Misinformation has become a key focus for every digital platform, and this week, TikTok has announced a new initiative to help improve digital literacy, and stop the spread of misleading reports within its app.
Called #FactCheckYourFeed, the new campaign aims to help equip TikTok users with the skills they need to “critically engage with content, navigate our platform safely and guard themselves against potential harms.”
As you can see in this example, the new initiative will use TikTok clips from a range of creators and public figures to outline key lessons in how to detect and avoid misleading info online, all presented in TikTok’s unique style.
As explained by TikTok:
“We take the responsibility to help educate our users seriously, which means making sure that everyone has access to good, accurate information whenever they need it. To achieve this, it’s important that our users are able to correctly identify what they are watching and to know if they are being given potentially inaccurate or harmful information.”
Digital literacy is now a critical consideration for social media platforms specifically, with around 71% of people now getting at least some of their news input from social media apps. That makes all social platforms key news sources, and with the real-time, public nature of social feeds, that also lends the medium to misinformation campaigns, and targeted pushes aimed to influence public action based on variable agendas.
And while TikTok is not considered a key source of such efforts, it is being targeted by misinformation and disinformation groups.
As per the platform’s most recent transparency report, TikTok removed over 340,000 videos in the US in the second half of last year for breaking its rules around election misinformation, while it’s also being used to spread propaganda and politically-focused content in various regions.
In some ways, TikTok may actually be even more important for such efforts, given its popularity among younger audiences.
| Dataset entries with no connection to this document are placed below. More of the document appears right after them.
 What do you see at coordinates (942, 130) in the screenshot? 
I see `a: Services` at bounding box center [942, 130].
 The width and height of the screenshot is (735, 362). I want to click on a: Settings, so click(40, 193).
If TikTok can play a role in providing such education to younger user groups, that can help to increase awareness moving forward, which will better position people to view such content with a more critical eye in future.
I mean, really, we should be teaching digital literacy in schools as a matter of course – as is now done in Finland – given the significance of its role in influencing political movements and voter activity around the polls.
But with that still seemingly a long way off, programs like this will have to do, and it’s good to see TikTok taking the initiative and looking to provide more guidance to users on the key things to watch for, while also communicating that to them in the ways they’re more comfortable with, and responsive to.
“Our ambition is for #FactCheckYourFeed to encourage our community to dig a little deeper and think a little wider. Developing these important skills will not only help people while online, but in their everyday lives.”
An important, and valuable, aim, which could have a range of flow-on benefits.